Program icons: generic vs. branded

Aaron J. Seigo aseigo at kde.org
Sat Apr 19 23:23:42 BST 2008


On Saturday 19 April 2008, Friedrich W. H. Kossebau wrote:
> I find the definition of programs which should use generic icons very
> unprecise. What is a "more advanced" program? 

i think that's a qualitative measure and one that's probably somewhat 
subjective. it's a sort of common sense guideline, really (and probably 
somewhat poorly worded). the "more advanced" bit really applies less to the 
capabilities of the application itself and to the functionality gap it fills 
in the desktop; so okular is very advanced in several ways but fills 
the "generic" space of "document reader"

> And what is the reasoning for generic icon (names) for programs?

so the fact that the apps are different can be treated as an implementation 
detail in the user facing UI bits (e.g. application launchers)

> Some programs follow the spec, like Okular (graphics-viewer-document) and
> Ark (utilities-file-archiver), others like KCalc (kcalc) don't. But isn't
> Okular a more advanced program, while KCalc isn't?

kcalc should probably be using the generic icon, really.

> Does KDE follow the spec? How do I find out if e.g. Okteta, the new hex
> editor in kdeutils :) , should use a branded icon or a generic one?

really good question. i personally don't think "hex editor" is a "generic" 
problem space from the average user's POV though.

> If the reason for generic icon names are icon themes, well, what about

they are.

> using names like graphics-viewer-document-okular and
> utilities-file-archiver-ark? So if the branded icon is not included in the
> icon theme the fallback will be the generic one?

that's a good idea, actually =)

-- 
Aaron J. Seigo
humru othro a kohnu se
GPG Fingerprint: 8B8B 2209 0C6F 7C47 B1EA  EE75 D6B7 2EB1 A7F1 DB43

KDE core developer sponsored by Trolltech
-------------- next part --------------
A non-text attachment was scrubbed...
Name: signature.asc
Type: application/pgp-signature
Size: 194 bytes
Desc: This is a digitally signed message part.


§ **Work to be completed**
Identify, in the records below, every line where the string "interface" appears, and copy each such line.

·····

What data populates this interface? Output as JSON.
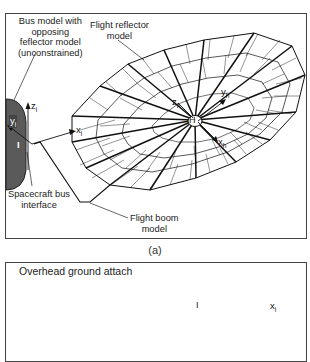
{
  "figure_a": {
    "caption": "(a)",
    "labels": {
      "bus_model_line1": "Bus model with",
      "bus_model_line2": "opposing",
      "bus_model_line3": "feflector model",
      "bus_model_line4": "(unconstrained)",
      "flight_reflector_line1": "Flight reflector",
      "flight_reflector_line2": "model",
      "spacecraft_bus_line1": "Spacecraft bus",
      "spacecraft_bus_line2": "interface",
      "flight_boom_line1": "Flight boom",
      "flight_boom_line2": "model"
    },
    "axes": {
      "z_i": "z",
      "z_i_sub": "i",
      "y_i": "y",
      "y_i_sub": "l",
      "x_i": "x",
      "x_i_sub": "i",
      "I_marker": "I",
      "z_h": "z",
      "z_h_sub": "h",
      "y_h": "y",
      "y_h_sub": "h",
      "x_h": "x",
      "x_h_sub": "h",
      "H_marker": "H"
    },
    "colors": {
      "bus_fill": "#5a5a5a",
      "line": "#111111"
    }
  },
  "figure_b": {
    "labels": {
      "overhead_attach": "Overhead ground attach"
    },
    "axes": {
      "x_i": "x",
      "x_i_sub": "i",
      "I_marker": "I"
    }
  }
}
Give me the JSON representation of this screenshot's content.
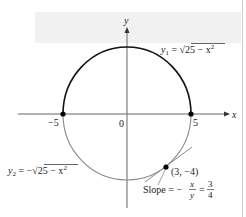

·····

§ **The completed task**
What data populates this interface? Output as JSON.
      "spacecraft_bus_line2": "interface",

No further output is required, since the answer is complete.